As a leading provider of public relations, B2B communication and investor communications services, we are often challenged on the question of value. Clients want to know whether their PR efforts are moving the needle, influencing decision-makers, and supporting commercial outcomes.
The 2025 South African PR Measurement Landscape Report from Ornico highlights an industry that is rapidly maturing. For brands working with a PR agency, or evaluating whether their communication efforts are delivering real value — the findings offer important guidance. The report shows a clear movement away from vanity metrics and towards strategic, insight-driven communication directly aligned with business objectives.
1. AVEs Are Finally Fading Out
One of the clearest shifts in the Ornico report is the continued decline of Advertising Value Equivalents (AVEs). Usage has fallen from 63% in 2022 to just 36% in 2025. This marks a major move away from a metric long criticised for inflating value rather than demonstrating real impact.
At the same time, almost 60% of practitioners now report having strategic access within their organisations. This means PR teams are included earlier in decision-making, enabling communication work to support organisational goals more directly.
The South African PR industry is becoming more accountable, more strategic, and more aligned with international standards.
2. Measurement Is Improving, but Implementation Still Lags
Awareness of the Barcelona Principles 4.0 sits at 64%, yet only two-thirds of those who know them have implemented them.
The gap is largely driven by practical constraints:
- Budget limitations
- Time pressure
- Limited measurement expertise
- Lack of research tools
- Resource shortages within organisations
These barriers make it difficult for internal teams to run mature, consistent measurement programmes.
This is where a PR agency with proper reporting structures becomes valuable. Effective measurement requires:
- Clear objectives
- Defined audiences
- Ongoing tracking
- Outcomes-focused evaluation
Without this, measurement remains a tick-box exercise rather than a driver of insight.
3. AI Has Become a Core Part of PR Practice
The report shows a dramatic acceleration in AI adoption in the PR industry. Only 6% of practitioners say they have nointention of adopting AI (down from 21% in the previous year).
AI is now deeply integrated into day-to-day PR work:
- 80% use AI for idea generation
- 65% for content drafting
- 62% for media research
- Additional use cases include sentiment analysis, audience insights, and even measurement
A striking 92% say AI saves them time. But this introduces a new challenge:
time is still counted as a cost input when calculating PR ROI, yet AI drastically compresses production cycles. Agencies must now balance AI efficiencies with the reality that skilled human oversight remains essential to maintain accuracy, ethics, and nuance.
This shift sets up the next evolution in the industry:
reporting ROI in a hybrid human-AI environment.
4. ROI Reporting Is Catching Up with Global Standards
ROI has become one of the strongest areas of progress in the South African PR sector. The Ornico report records its highest level yet, 64% of practitioners are now reporting on ROI.
Key improvements include:
- A more sophisticated understanding of cost inputs (including employee time, analytics tools, monitoring software)
- A stronger focus on outcomes such as campaign-specific revenue, conversions and stakeholder engagement
- Clearer links between communication outputs and business performance
For brands, this shift matters:
when performance metrics are defined upfront, PR work becomes structured, measurable and far more aligned with commercial results.
5. Persistent Challenges Remain, but They Signal Opportunity
Despite the signs of maturity, familiar challenges shape the landscape:
- Budget constraints
- Resource limitations
- Time pressure
- Difficulty proving value to management
These factors make it harder for internal teams to consistently deliver strategic communication programmes. It also explains why many organisations benefit from external PR support, where measurement tools, reporting frameworks and strategic expertise are already in place.
What This Means for South African Brands
The 2025 Ornico PR Report reinforces that communication in South Africa is shifting from perception to proof.
PR is no longer just about visibility, it is about influence, behavioural outcomes, and contribution to organisational strategy. Successful brands will be those that:
- Measure impact accurately
- Adopt technology effectively
- Prioritise meaningful, insight-driven storytelling
- Work with a PR agency that understands evolving standards
- Align communication with business objectives
Looking for a PR and Communications partner?
If your business is looking to upgrade its PR strategy, strengthen investor messaging, or position executives as credible industry thought leaders, our team is here to help.
Decusatio Investor Communications works with financial services firms, technology companies and professional services businesses across South Africa.
We support clients with:
- press releases and media engagement,
- thought leadership articles,
- impact reporting,
- B2B communications strategies,
- and stakeholder messaging frameworks.
Our Johannesburg-based team is ready to collaborate with you.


• [Activity] Scan the records that follow, and whenever a line has the word "during", copy it.

• [Provided information]
--------------------

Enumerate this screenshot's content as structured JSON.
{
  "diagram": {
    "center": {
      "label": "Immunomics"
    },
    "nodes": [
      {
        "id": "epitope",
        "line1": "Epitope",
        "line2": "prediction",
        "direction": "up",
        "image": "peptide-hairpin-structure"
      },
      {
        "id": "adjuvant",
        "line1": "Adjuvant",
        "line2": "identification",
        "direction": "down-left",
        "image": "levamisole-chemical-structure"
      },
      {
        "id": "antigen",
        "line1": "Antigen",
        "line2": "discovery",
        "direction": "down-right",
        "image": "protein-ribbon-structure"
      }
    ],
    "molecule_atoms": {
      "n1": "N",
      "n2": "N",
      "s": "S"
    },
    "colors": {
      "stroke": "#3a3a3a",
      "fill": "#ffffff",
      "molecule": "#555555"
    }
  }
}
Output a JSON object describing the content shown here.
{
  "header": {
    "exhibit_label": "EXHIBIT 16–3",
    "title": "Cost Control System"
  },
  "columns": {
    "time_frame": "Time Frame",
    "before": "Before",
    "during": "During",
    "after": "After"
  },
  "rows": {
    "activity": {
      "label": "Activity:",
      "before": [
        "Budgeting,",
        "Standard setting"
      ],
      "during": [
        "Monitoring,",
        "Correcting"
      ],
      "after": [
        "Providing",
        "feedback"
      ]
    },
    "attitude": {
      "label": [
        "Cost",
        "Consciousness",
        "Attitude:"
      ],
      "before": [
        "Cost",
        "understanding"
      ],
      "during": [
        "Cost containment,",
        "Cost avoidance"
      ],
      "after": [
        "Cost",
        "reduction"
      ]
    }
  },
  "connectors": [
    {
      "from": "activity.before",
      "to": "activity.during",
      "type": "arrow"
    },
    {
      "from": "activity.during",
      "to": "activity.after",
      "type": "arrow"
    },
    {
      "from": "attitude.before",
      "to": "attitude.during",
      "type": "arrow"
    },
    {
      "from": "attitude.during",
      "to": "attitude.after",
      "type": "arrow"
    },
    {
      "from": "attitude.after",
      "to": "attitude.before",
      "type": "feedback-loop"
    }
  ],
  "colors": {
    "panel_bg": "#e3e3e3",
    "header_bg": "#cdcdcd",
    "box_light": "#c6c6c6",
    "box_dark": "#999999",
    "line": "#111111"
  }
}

--------------------

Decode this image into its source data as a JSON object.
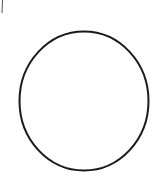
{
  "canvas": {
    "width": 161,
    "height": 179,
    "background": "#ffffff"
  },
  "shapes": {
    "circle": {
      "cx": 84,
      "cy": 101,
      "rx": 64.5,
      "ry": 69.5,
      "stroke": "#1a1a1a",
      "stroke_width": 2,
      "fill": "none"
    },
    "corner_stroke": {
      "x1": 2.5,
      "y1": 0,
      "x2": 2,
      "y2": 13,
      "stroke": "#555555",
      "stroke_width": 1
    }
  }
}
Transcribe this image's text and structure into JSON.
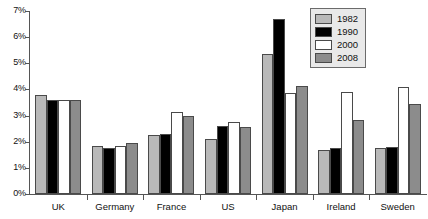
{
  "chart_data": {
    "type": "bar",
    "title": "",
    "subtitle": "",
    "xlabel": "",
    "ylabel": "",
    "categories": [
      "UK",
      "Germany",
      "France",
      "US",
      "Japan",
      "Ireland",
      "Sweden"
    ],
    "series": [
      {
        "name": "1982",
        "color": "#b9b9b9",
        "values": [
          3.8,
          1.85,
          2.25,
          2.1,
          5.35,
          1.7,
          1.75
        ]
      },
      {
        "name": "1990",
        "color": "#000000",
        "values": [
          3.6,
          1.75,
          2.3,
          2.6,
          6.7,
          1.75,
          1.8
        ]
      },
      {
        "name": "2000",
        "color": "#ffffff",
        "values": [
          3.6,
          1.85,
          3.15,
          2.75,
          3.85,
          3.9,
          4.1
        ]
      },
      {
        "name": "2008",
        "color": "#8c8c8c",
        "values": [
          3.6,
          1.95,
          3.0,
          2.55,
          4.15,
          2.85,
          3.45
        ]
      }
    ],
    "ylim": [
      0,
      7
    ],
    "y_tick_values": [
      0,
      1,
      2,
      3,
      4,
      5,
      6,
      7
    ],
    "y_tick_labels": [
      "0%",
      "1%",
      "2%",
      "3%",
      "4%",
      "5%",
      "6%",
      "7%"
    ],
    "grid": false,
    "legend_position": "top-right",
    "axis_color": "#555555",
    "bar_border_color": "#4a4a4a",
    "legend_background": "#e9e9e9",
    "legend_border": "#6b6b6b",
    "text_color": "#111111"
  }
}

--------------------

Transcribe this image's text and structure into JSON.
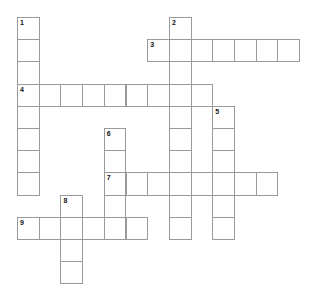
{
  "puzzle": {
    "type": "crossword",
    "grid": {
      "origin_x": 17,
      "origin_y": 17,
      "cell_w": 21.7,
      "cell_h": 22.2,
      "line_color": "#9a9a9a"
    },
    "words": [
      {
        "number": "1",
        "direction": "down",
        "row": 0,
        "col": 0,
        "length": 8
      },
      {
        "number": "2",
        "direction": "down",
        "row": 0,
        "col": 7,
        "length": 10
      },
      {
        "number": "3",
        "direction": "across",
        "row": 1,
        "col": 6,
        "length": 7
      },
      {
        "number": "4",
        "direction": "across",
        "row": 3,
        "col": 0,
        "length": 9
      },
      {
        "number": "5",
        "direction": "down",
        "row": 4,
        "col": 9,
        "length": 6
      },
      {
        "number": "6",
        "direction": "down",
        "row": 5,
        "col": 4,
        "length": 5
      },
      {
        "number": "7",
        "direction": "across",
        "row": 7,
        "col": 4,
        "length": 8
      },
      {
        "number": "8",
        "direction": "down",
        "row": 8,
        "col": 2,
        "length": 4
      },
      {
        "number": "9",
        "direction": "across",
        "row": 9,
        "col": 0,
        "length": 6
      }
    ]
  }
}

--------------------

• [Exercise solution]
    "during": "During",
      "during": [
      "during": [
      "to": "activity.during",
      "from": "activity.during",
      "to": "attitude.during",
      "from": "attitude.during",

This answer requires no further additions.